= Beginning of Section =
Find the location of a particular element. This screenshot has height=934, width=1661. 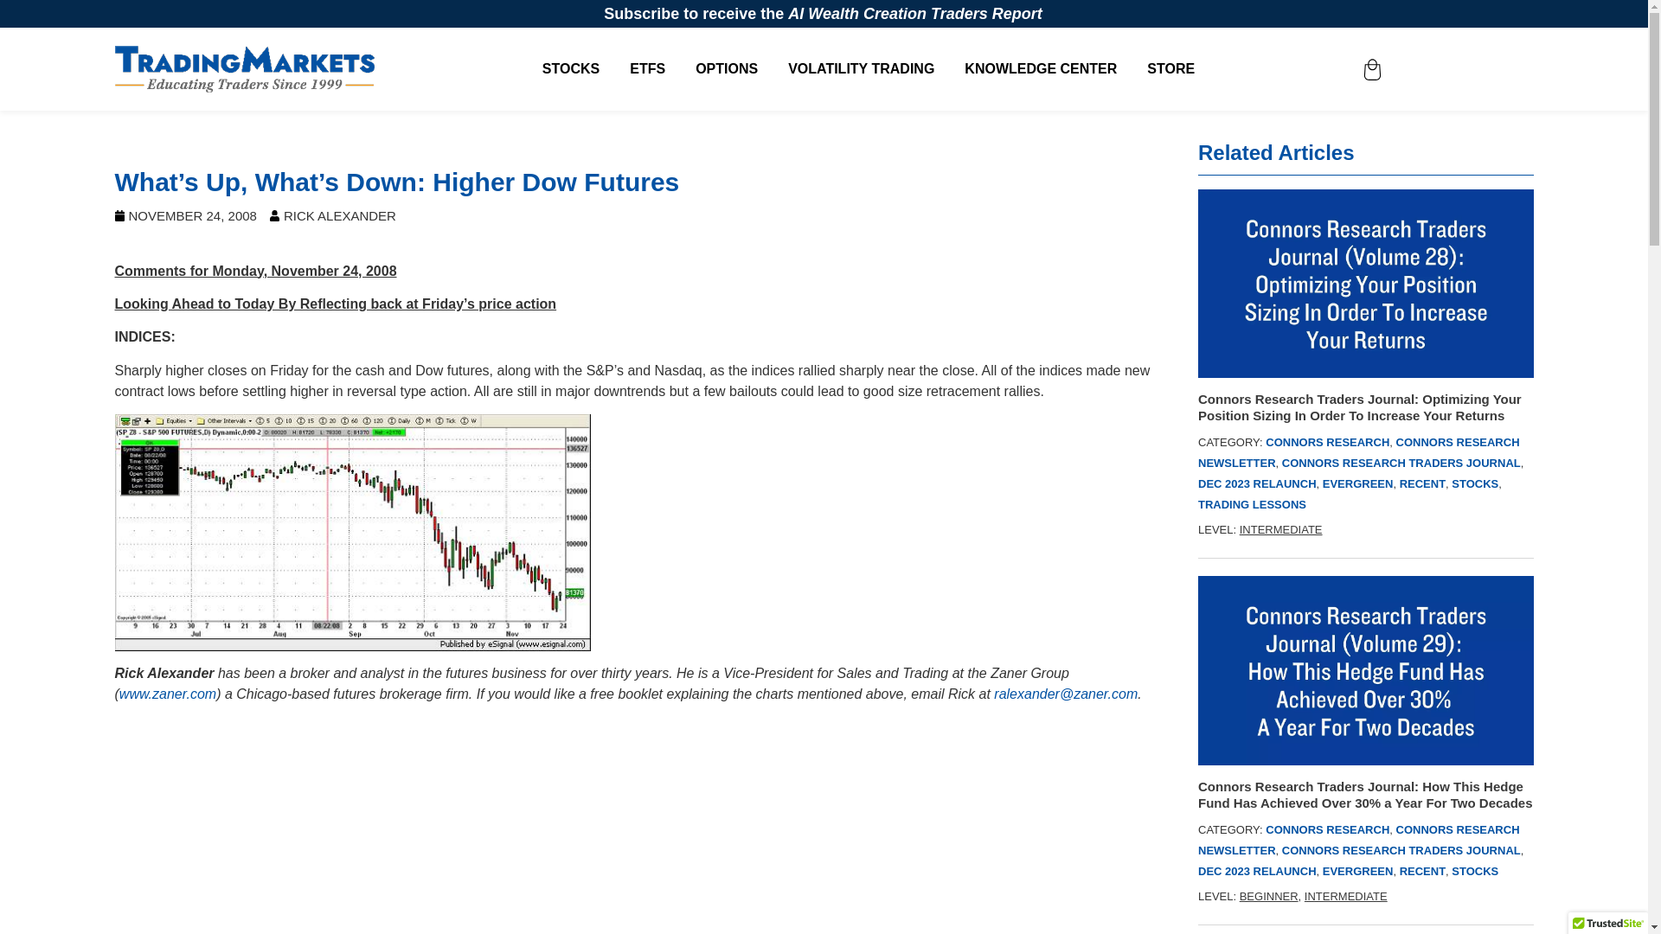

CONNORS RESEARCH TRADERS JOURNAL is located at coordinates (1401, 851).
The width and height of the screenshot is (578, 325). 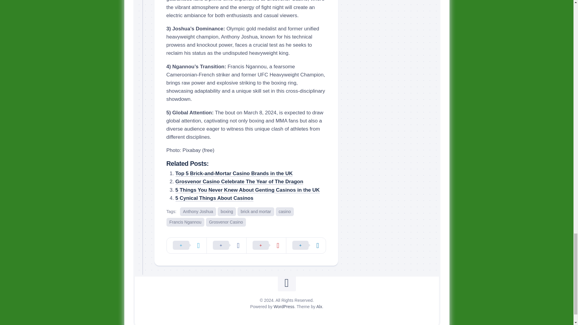 I want to click on Grosvenor Casino, so click(x=226, y=222).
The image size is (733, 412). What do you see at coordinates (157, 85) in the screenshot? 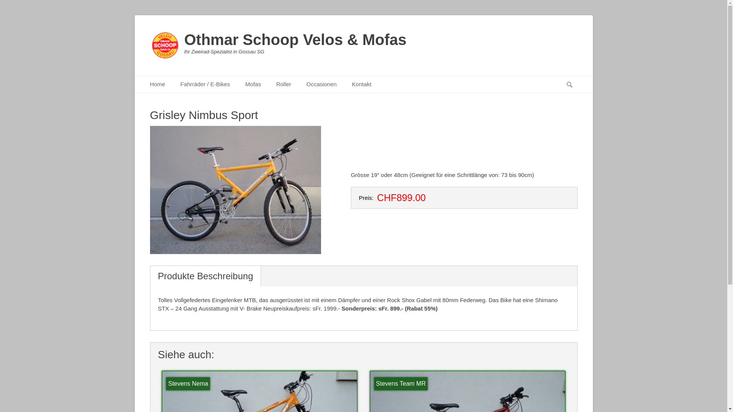
I see `Home` at bounding box center [157, 85].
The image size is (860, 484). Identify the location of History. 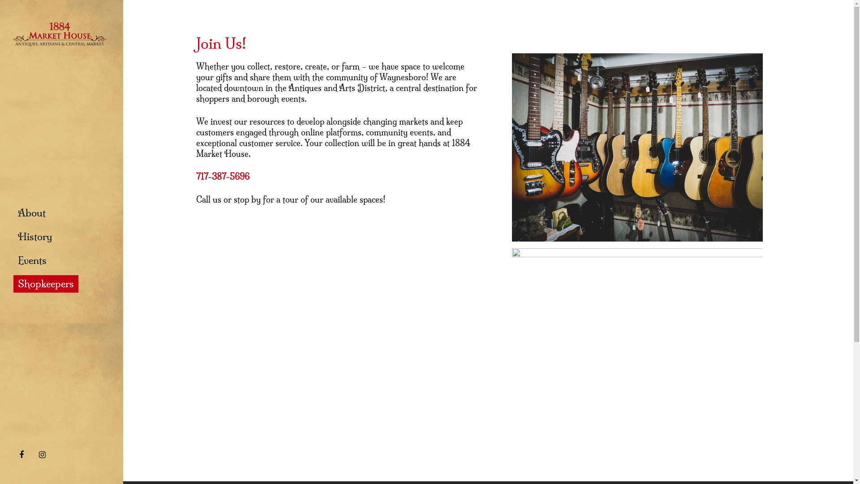
(35, 237).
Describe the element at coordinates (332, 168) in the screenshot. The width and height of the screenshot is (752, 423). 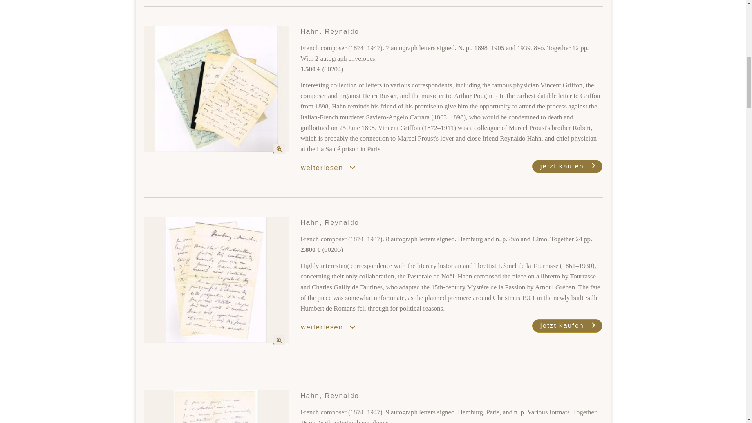
I see `weiterlesen` at that location.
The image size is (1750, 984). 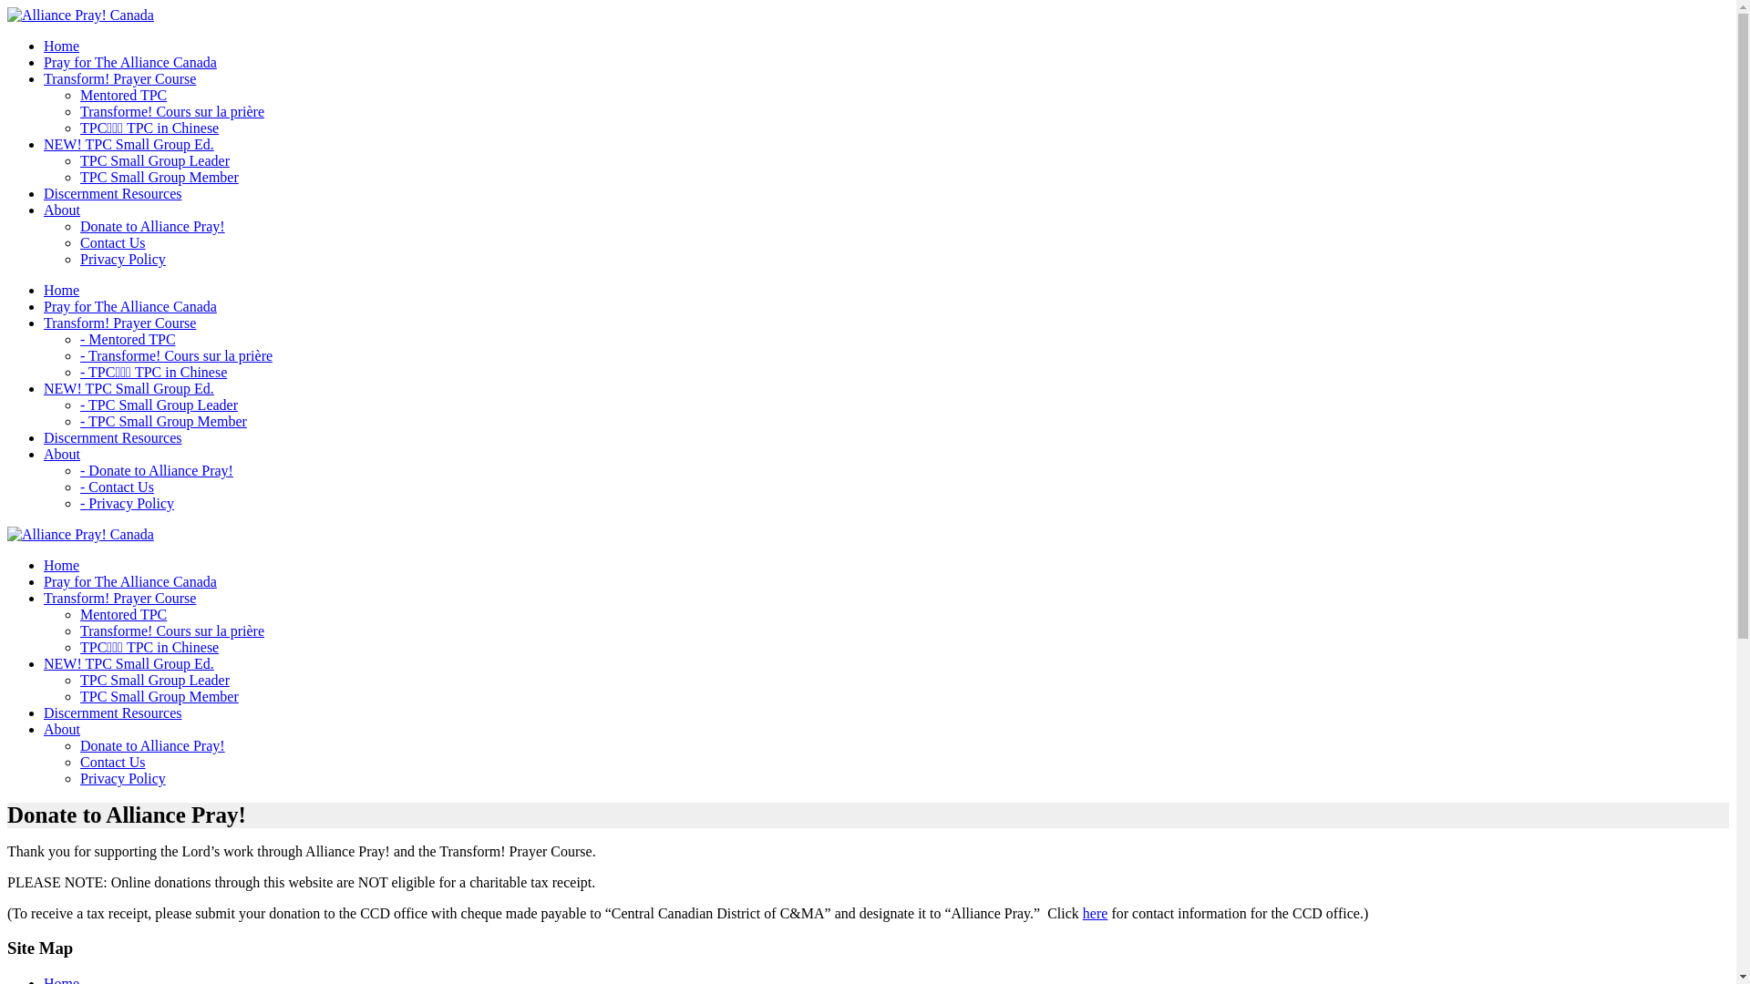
= End of Section =
• **Work instruction**: Give again exactly the lines from the one holding "The image size is (860, 484)." to the final line of the records, both ends included; any pictures stay out.

• **Output of the task**:
The image size is (860, 484). Identify the location of History. 
(35, 237).
Describe the element at coordinates (332, 168) in the screenshot. The width and height of the screenshot is (752, 423). 
I see `weiterlesen` at that location.
The image size is (1750, 984). 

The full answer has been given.